The End of Men(15)
Mary is growing gradually paler and paler while I’m becoming more and more panicked. This is a proper, all-out disaster. This has the potential for Armageddon. The life cycle of the virus is chilling in its efficiency. For two days the infected male walks around asymptomatic, passing the virus on every time he coughs, wipes his nose and places his hand on a surface, kisses someone’s cheek. The symptoms begin on day three. Death occurs on or by day five. You would struggle to design a virus better suited to quickly spreading through and ravaging the human population.
Thankfully, the health secretary is a woman so she’ll be able to provide consistency throughout this crisis, but based on her questions, it quickly becomes clear that she has no concept of how long it will take to develop a working vaccine. I would be surprised if she has a grasp of eighth-grade biology. She was probably a lawyer or something before going into politics.
“Wait, so you’re telling me, hang on,” Mary interrupts the man making the speech about immunity—a professor of epigenetics at Imperial College London—and stands up. It looks like she’s going to walk out of the meeting, she’s so upset. The room collectively holds its breath. “You’re telling me that you, the people with the answers, the greatest minds in this country and beyond, have nothing. That I have to go back to the House of Commons and just say ‘Oh well, boys will keep dying, hug your sons, it might not be long!’”
I stand up too because it feels weird that she’s the only person standing around the table and everyone has gone silent. I suppose, even in the midst of the worst public health emergency the country has seen since the bubonic plague, she’s still their boss. I explain that the virus is incredibly powerful and mutates with a regularity that makes it far more like the HIV virus than the flu. There are three different ways that a vaccine against a virus can be created. Firstly, you can change the genes of the virus so that it replicates poorly. Secondly, you can destroy the genes of the virus so that it doesn’t replicate at all. Thirdly, you can use a part of the virus but not all of it, which means that it can’t replicate.
This virus replicates so quickly that the first two options are basically out of the question. That leaves the third option but that takes time. You have to identify the blueprint of the virus, all while it’s still mutating.
“Well, what about the men who are immune?” she asks. I try to ignore the break in her voice. “Surely they hold the solution. He’s just said he thinks around one in ten men are immune. There’s lots of men you can surely . . .” She trails off because she doesn’t understand the science and she’s essentially begging me to tell her that everything is going to be okay.
“They could be part of the solution,” I reply, trying to be as diplomatic as I can. “But there’s a lot of work still to be done. It’s no one’s fault. It’s the virus.” And that’s the end of her questions. She just sits through the rest of the presentations as if she’s a statue.
The meeting comes to an end with a whimper. Mary’s whisked away. Dr. Kitchen comes up to me, muttering apologies before stopping several feet away from me: social distancing 101.
“I am so, so, so sorry. She’d been talking for about fifteen minutes at the start of the meeting about how important international cooperation is and she interpreted my saying you would be here as more than it is.” He smiles a crinkly, tired smile. Despite myself, and still smarting from my panic earlier, I can’t help but like him. He has a kind face.
“Forgive me?”
“Forgiven, but only if you take me to lunch. Dr. Kitchen, I’m starving, and I have a lot of questions.”
“Done, and please, call me George.”
We leave the oppressive stillness of Whitehall and grab a table outside a pizza restaurant despite the freezing December weather. No man should be in a public enclosed space right now. George cleans the table with a wipe before sitting. I push my chair so we’re two meters apart. “I’m not going to eat if that’s all right by you,” George says as I head inside to collect my pizza.
A few minutes later I’m back. “So, how bad is it?” I ask.
“The risk of infection is high and this virus has an extraordinary staying power. It can stay alive on a surface for up to thirty-eight hours.”
I swallow a lump of pizza and try not to gawp at him. “Thirty-eight hours?”
“Indeed.”
“Did you think she would be so hopeful? Mary, that is.”
George is silent for a few moments and then shakes his head. “It’s not the first time I’ve dealt with a response like that. I’d hoped she would be a bit more practical and engaged but it’s shock. People, even those high up in government, will pin their hopes on the ‘magical task force’ as if scientists can whip up a solution out of thin air. But she just doesn’t have a clue about how difficult this all is.”
I manage a thin smile. “They never do.”
George tips his head in acknowledgment. “When us scientists and virologists and doctors and the people who really know this stuff explain that actually it’s far worse than they had even dared to fear, they freeze.”
“You’re a very tolerant man.”
He barks out a laugh. “I’m not, but I used to be a shrink so I’m used to unreasonable behavior. Compared to what I’ve seen, Mary’s little outburst was nothing.”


WORK ITEM.
Please look for the string "location" below and report every line in which it occurs.

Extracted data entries
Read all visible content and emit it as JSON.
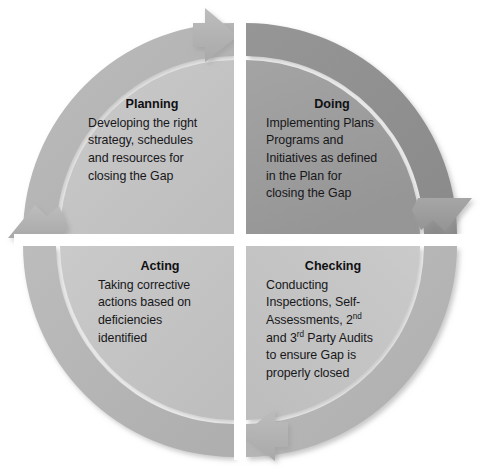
{
  "diagram": {
    "name": "PDCA Cycle",
    "type": "four-quadrant-cycle",
    "direction": "clockwise",
    "colors": {
      "background": "#ffffff",
      "inner_light": "#c4c4c4",
      "inner_dark": "#9c9c9c",
      "ring_light": "#b4b4b4",
      "ring_dark": "#8e8e8e",
      "arrow_light": "#b0b0b0",
      "arrow_dark": "#9a9a9a",
      "shadow": "#d9d9d9",
      "text": "#17171a"
    },
    "quadrants": [
      {
        "id": "planning",
        "position": "top-left",
        "title": "Planning",
        "body_lines": [
          "Developing the right",
          "strategy, schedules",
          "and resources for",
          "closing the Gap"
        ],
        "shade": "light"
      },
      {
        "id": "doing",
        "position": "top-right",
        "title": "Doing",
        "body_lines": [
          "Implementing Plans",
          "Programs and",
          "Initiatives as defined",
          "in the Plan for",
          "closing the Gap"
        ],
        "shade": "dark"
      },
      {
        "id": "checking",
        "position": "bottom-right",
        "title": "Checking",
        "body_lines": [
          "Conducting",
          "Inspections, Self-",
          "Assessments, 2nd",
          "and 3rd Party Audits",
          "to ensure Gap is",
          "properly closed"
        ],
        "shade": "light"
      },
      {
        "id": "acting",
        "position": "bottom-left",
        "title": "Acting",
        "body_lines": [
          "Taking corrective",
          "actions based on",
          "deficiencies",
          "identified"
        ],
        "shade": "light"
      }
    ],
    "arrows": [
      {
        "id": "arrow-top",
        "points": "right",
        "location": "top-center",
        "icon": "arrow-right-icon"
      },
      {
        "id": "arrow-right",
        "points": "down",
        "location": "right-center",
        "icon": "arrow-down-icon"
      },
      {
        "id": "arrow-bottom",
        "points": "left",
        "location": "bottom-center",
        "icon": "arrow-left-icon"
      },
      {
        "id": "arrow-left",
        "points": "up",
        "location": "left-center",
        "icon": "arrow-up-icon"
      }
    ]
  }
}
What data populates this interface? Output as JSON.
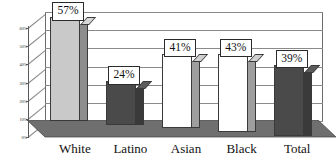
{
  "chart_data": {
    "type": "bar",
    "title": "",
    "subtitle": "",
    "xlabel": "",
    "ylabel": "",
    "categories": [
      "White",
      "Latino",
      "Asian",
      "Black",
      "Total"
    ],
    "values": [
      57,
      24,
      41,
      43,
      39
    ],
    "value_labels": [
      "57%",
      "24%",
      "41%",
      "43%",
      "39%"
    ],
    "ylim": [
      0,
      60
    ],
    "ytick_values": [
      0,
      10,
      20,
      30,
      40,
      50,
      60
    ],
    "ytick_labels": [
      "0%",
      "10%",
      "20%",
      "30%",
      "40%",
      "50%",
      "60%"
    ],
    "grid": true,
    "legend": false,
    "legend_position": "none",
    "style": "3d-columns-grayscale",
    "series": [
      {
        "name": "percent",
        "values": [
          57,
          24,
          41,
          43,
          39
        ]
      }
    ],
    "bar_fills": [
      "#c9c9c9",
      "#4a4a4a",
      "#ffffff",
      "#ffffff",
      "#4a4a4a"
    ],
    "bar_side_fills": [
      "#8d8d8d",
      "#3a3a3a",
      "#9e9e9e",
      "#9e9e9e",
      "#3a3a3a"
    ],
    "bar_top_fills": [
      "#d8d8d8",
      "#5c5c5c",
      "#d0d0d0",
      "#d0d0d0",
      "#5c5c5c"
    ]
  },
  "colors": {
    "background": "#ffffff",
    "axis": "#5a5a5a",
    "grid": "#8a8a8a",
    "floor": "#6f6f6f",
    "floor_front": "#b8b8b8",
    "text": "#111111",
    "bar_outline": "#3a3a3a"
  }
}
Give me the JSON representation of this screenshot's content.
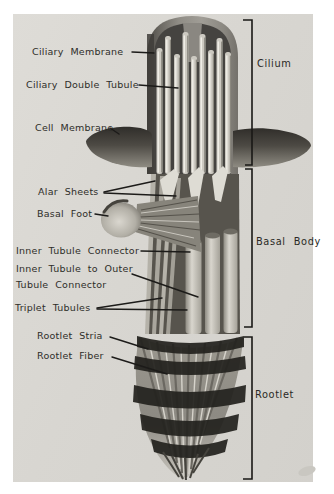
{
  "figure_type": "labeled-anatomical-diagram",
  "labels": {
    "ciliary_membrane": "Ciliary Membrane",
    "ciliary_double_tubule": "Ciliary Double Tubule",
    "cell_membrane": "Cell Membrane",
    "alar_sheets": "Alar Sheets",
    "basal_foot": "Basal Foot",
    "inner_tubule_connector": "Inner Tubule Connector",
    "inner_tubule_to_outer_line1": "Inner Tubule to Outer",
    "inner_tubule_to_outer_line2": "Tubule Connector",
    "triplet_tubules": "Triplet Tubules",
    "rootlet_stria": "Rootlet Stria",
    "rootlet_fiber": "Rootlet Fiber"
  },
  "sections": {
    "cilium": "Cilium",
    "basal_body": "Basal Body",
    "rootlet": "Rootlet"
  },
  "colors": {
    "page_bg": "#ffffff",
    "scan_bg": "#d8d6d1",
    "ink": "#1c1b19",
    "shadow_dark": "#23221e",
    "tubule_light": "#ccc9c1"
  }
}
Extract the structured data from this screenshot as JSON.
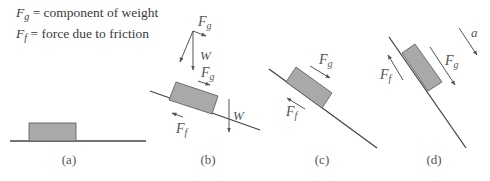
{
  "legend": {
    "items": [
      {
        "symbol": "F",
        "subscript": "g",
        "text": " = component of weight"
      },
      {
        "symbol": "F",
        "subscript": "f",
        "text": " = force due to friction"
      }
    ]
  },
  "panels": [
    {
      "id": "a",
      "caption": "(a)",
      "description": "block resting on horizontal surface"
    },
    {
      "id": "b",
      "caption": "(b)",
      "description": "block on shallow incline with weight W resolved into Fg",
      "labels": {
        "fg_top": "F",
        "fg_top_sub": "g",
        "w_top": "W",
        "fg_mid": "F",
        "fg_mid_sub": "g",
        "w_right": "W",
        "ff": "F",
        "ff_sub": "f"
      }
    },
    {
      "id": "c",
      "caption": "(c)",
      "description": "block on steeper incline",
      "labels": {
        "fg": "F",
        "fg_sub": "g",
        "ff": "F",
        "ff_sub": "f"
      }
    },
    {
      "id": "d",
      "caption": "(d)",
      "description": "block on steep incline accelerating",
      "labels": {
        "fg": "F",
        "fg_sub": "g",
        "ff": "F",
        "ff_sub": "f",
        "a": "a"
      }
    }
  ],
  "colors": {
    "block_fill": "#a9a9a9",
    "block_stroke": "#555555",
    "line": "#444444",
    "arrow": "#555555"
  }
}
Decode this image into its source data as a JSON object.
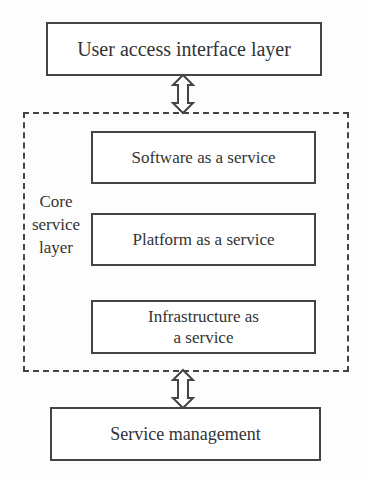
{
  "diagram": {
    "top_layer": "User access interface layer",
    "core_layer": {
      "label_lines": [
        "Core",
        "service",
        "layer"
      ],
      "services": [
        {
          "label": "Software as a service"
        },
        {
          "label": "Platform as a service"
        },
        {
          "label_lines": [
            "Infrastructure as",
            "a service"
          ]
        }
      ]
    },
    "bottom_layer": "Service management",
    "connectors": [
      {
        "from": "User access interface layer",
        "to": "Core service layer",
        "type": "bidirectional-arrow"
      },
      {
        "from": "Core service layer",
        "to": "Service management",
        "type": "bidirectional-arrow"
      }
    ]
  }
}
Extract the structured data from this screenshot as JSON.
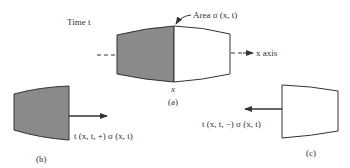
{
  "figure": {
    "panel_a": {
      "time_label": "Time t",
      "area_label": "Area σ (x, t)",
      "axis_label": "x axis",
      "x_label": "x",
      "caption": "(a)"
    },
    "panel_b": {
      "traction_label": "t (x, t, +) σ (x, t)",
      "caption": "(b)"
    },
    "panel_c": {
      "traction_label": "t (x, t, −) σ (x, t)",
      "caption": "(c)"
    }
  },
  "colors": {
    "shaded": "#8a8a8a",
    "stroke": "#333333",
    "background": "#ffffff"
  }
}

TASK RESULT.
        "location": "top-center",
        "location": "right-center",
        "location": "bottom-center",
        "location": "left-center",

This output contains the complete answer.